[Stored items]
<<<<

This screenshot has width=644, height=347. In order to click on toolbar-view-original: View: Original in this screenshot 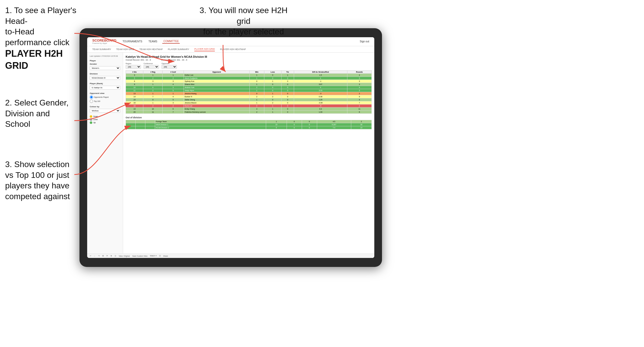, I will do `click(124, 256)`.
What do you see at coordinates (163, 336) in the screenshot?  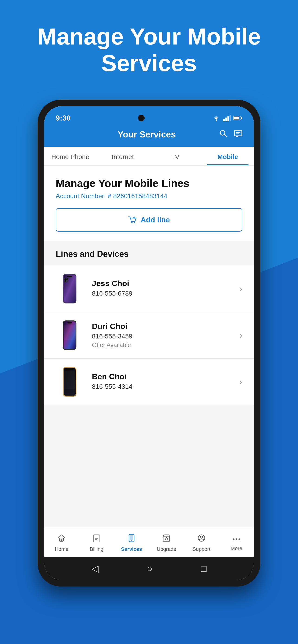 I see `device-phone-2: 816-555-3459` at bounding box center [163, 336].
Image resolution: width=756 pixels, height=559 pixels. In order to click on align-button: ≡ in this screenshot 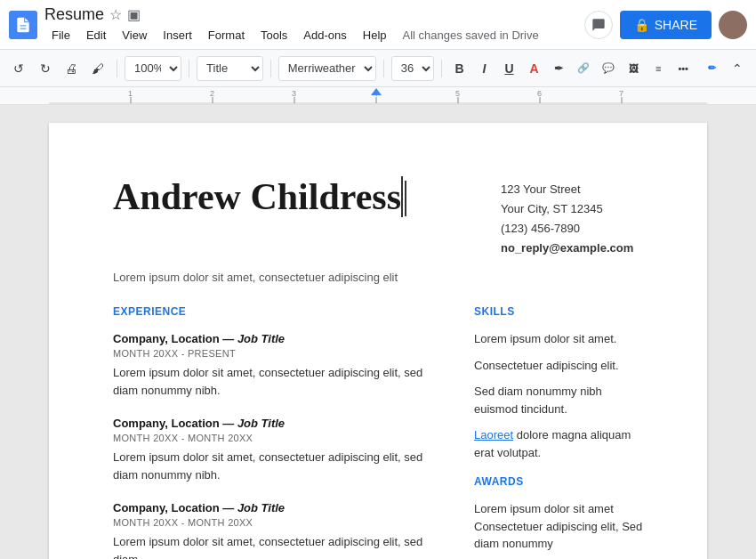, I will do `click(658, 69)`.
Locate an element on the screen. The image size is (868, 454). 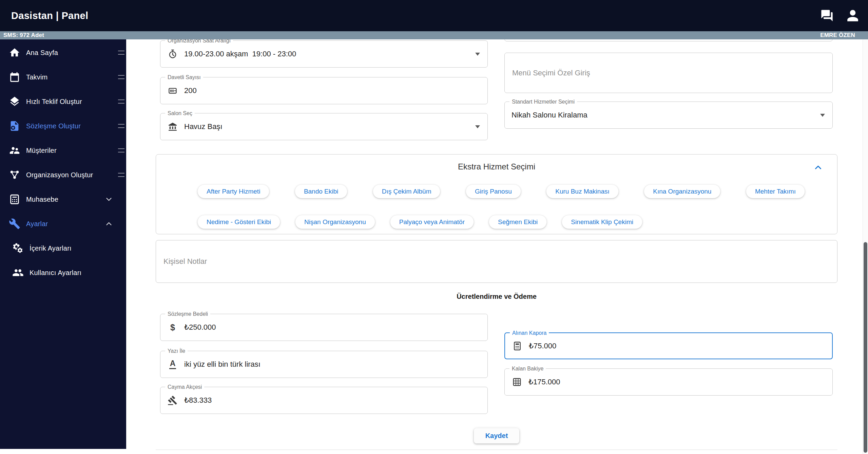
sidebar-item-hizli-teklif: Hızlı Teklif Oluştur is located at coordinates (63, 102).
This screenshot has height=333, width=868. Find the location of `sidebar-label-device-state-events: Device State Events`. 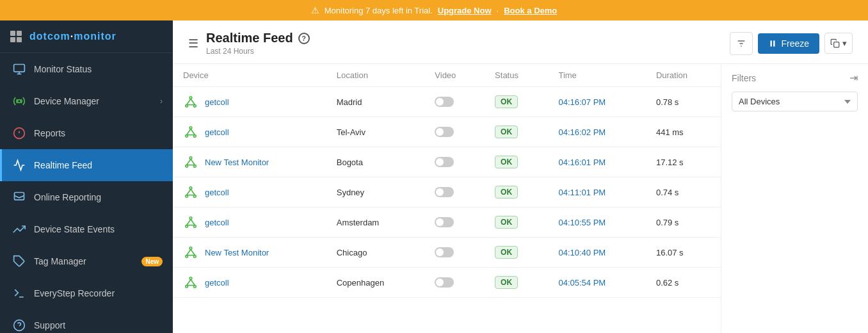

sidebar-label-device-state-events: Device State Events is located at coordinates (99, 229).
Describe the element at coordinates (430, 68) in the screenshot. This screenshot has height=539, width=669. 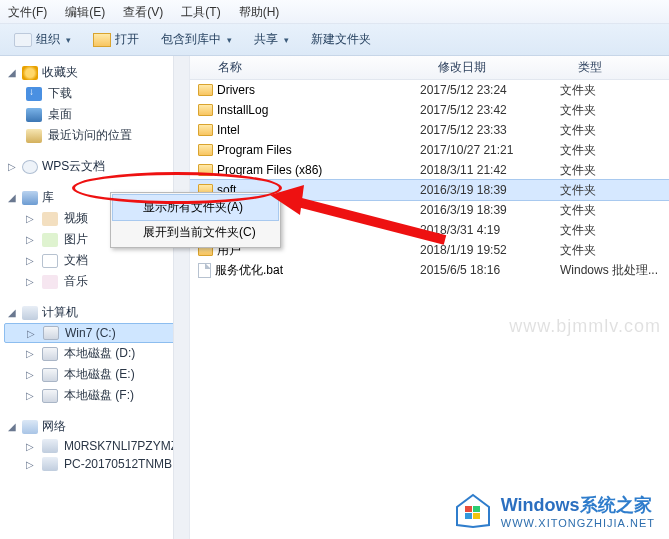
I see `column-headers: 名称 修改日期 类型` at that location.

>>>>

**Exercise description:** Pictures do not belong in your copy; restate word for word the lines from the one containing "Locate an element" through the last line of the records above.

**Answer to this problem:**
Locate an element on the screen. The image size is (868, 454). 
sidebar-item-hizli-teklif: Hızlı Teklif Oluştur is located at coordinates (63, 102).
This screenshot has height=333, width=868. Find the location of `sidebar-label-device-state-events: Device State Events`. 

sidebar-label-device-state-events: Device State Events is located at coordinates (99, 229).
Describe the element at coordinates (430, 68) in the screenshot. This screenshot has height=539, width=669. 
I see `column-headers: 名称 修改日期 类型` at that location.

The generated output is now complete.